The most likely reason for this is due to deadlocks. It seems the latest version of Percona Server may be less graceful in dealing with deadlocks than previous versions. The somewhat quick solution to this is to add the following two lines to your MySQL my.cnf file. It will make the database just slightly less fault tolerant, but should prevent deadlocks due to index locking:
You will have to restart Percona (sudo service mysql restart). It may take a while for it to come back up, depending on the size of your binlogs. Don't get nervous if the restart appears to fail. It's almost certainly due to the binlog conversion from statement format to row format is taking a while to complete.
Just do sudo tail -f /var/lib/mysql/mysql-error.log and watch for a line saying it's ready for connections.
The most likely reason for this is due to deadlocks. It seems the latest version of Percona Server may be less graceful in dealing with deadlocks than previous versions. The somewhat quick solution to this is to add the following two lines to your MySQL my.cnf file. It will make the database just slightly less fault tolerant, but should prevent deadlocks due to index locking:
transaction_isolation = READ-COMMITTED binlog_format = ROW
You will have to restart Percona (sudo service mysql restart). It may take a while for it to come back up, depending on the size of your binlogs. Don't get nervous if the restart appears to fail. It's almost certainly due to the binlog conversion from statement format to row format is taking a while to complete.
Just do sudo tail -f /var/lib/mysql/mysql-error.log and watch for a line saying it's ready for connections.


[Brief]:
Your task is to work out how many lines in the data that follows hold "circle" and to state that number alone.

________________________________________

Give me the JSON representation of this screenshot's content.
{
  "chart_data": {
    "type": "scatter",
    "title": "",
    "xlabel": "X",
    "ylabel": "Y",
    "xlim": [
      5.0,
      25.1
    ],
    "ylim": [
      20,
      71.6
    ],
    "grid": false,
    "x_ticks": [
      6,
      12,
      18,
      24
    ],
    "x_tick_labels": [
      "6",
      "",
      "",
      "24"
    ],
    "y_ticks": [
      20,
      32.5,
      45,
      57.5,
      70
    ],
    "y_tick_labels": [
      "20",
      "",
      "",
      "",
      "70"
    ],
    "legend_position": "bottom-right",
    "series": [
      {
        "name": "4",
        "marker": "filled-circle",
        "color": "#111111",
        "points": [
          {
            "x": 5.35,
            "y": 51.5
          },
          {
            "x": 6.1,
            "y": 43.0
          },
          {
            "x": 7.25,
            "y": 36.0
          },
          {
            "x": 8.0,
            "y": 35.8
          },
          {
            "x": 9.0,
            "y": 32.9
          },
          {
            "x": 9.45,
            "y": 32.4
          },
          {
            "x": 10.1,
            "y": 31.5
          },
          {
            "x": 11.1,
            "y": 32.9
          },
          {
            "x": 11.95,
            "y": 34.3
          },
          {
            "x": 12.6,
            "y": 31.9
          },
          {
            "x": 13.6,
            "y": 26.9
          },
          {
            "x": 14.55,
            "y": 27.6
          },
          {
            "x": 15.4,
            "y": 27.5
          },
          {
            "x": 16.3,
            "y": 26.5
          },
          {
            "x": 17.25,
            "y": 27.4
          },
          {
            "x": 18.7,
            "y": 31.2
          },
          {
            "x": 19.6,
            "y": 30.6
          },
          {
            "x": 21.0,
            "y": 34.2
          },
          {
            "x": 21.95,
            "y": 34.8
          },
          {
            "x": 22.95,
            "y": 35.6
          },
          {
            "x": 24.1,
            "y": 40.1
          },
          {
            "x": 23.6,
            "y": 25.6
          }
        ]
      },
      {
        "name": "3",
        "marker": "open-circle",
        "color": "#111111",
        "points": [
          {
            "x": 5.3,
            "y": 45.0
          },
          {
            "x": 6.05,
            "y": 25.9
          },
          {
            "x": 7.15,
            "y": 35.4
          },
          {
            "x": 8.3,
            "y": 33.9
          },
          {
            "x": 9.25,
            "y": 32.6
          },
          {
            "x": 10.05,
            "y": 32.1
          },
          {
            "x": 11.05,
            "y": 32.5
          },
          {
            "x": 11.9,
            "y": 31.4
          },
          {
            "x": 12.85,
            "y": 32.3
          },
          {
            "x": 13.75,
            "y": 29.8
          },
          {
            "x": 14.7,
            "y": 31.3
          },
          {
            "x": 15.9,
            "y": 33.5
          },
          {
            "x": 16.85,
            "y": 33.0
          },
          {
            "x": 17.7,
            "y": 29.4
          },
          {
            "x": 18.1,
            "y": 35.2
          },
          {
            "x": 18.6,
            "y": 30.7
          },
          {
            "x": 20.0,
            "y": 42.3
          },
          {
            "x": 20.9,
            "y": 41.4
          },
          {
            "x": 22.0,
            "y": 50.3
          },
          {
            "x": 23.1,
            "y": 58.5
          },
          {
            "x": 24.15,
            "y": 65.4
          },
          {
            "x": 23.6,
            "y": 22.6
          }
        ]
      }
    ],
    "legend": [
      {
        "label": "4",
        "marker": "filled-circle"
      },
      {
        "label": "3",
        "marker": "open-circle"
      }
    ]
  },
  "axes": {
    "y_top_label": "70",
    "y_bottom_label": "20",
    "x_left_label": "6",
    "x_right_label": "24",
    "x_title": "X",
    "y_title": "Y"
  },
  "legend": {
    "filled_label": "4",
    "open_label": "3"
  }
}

________________________________________

[Expected output]:
4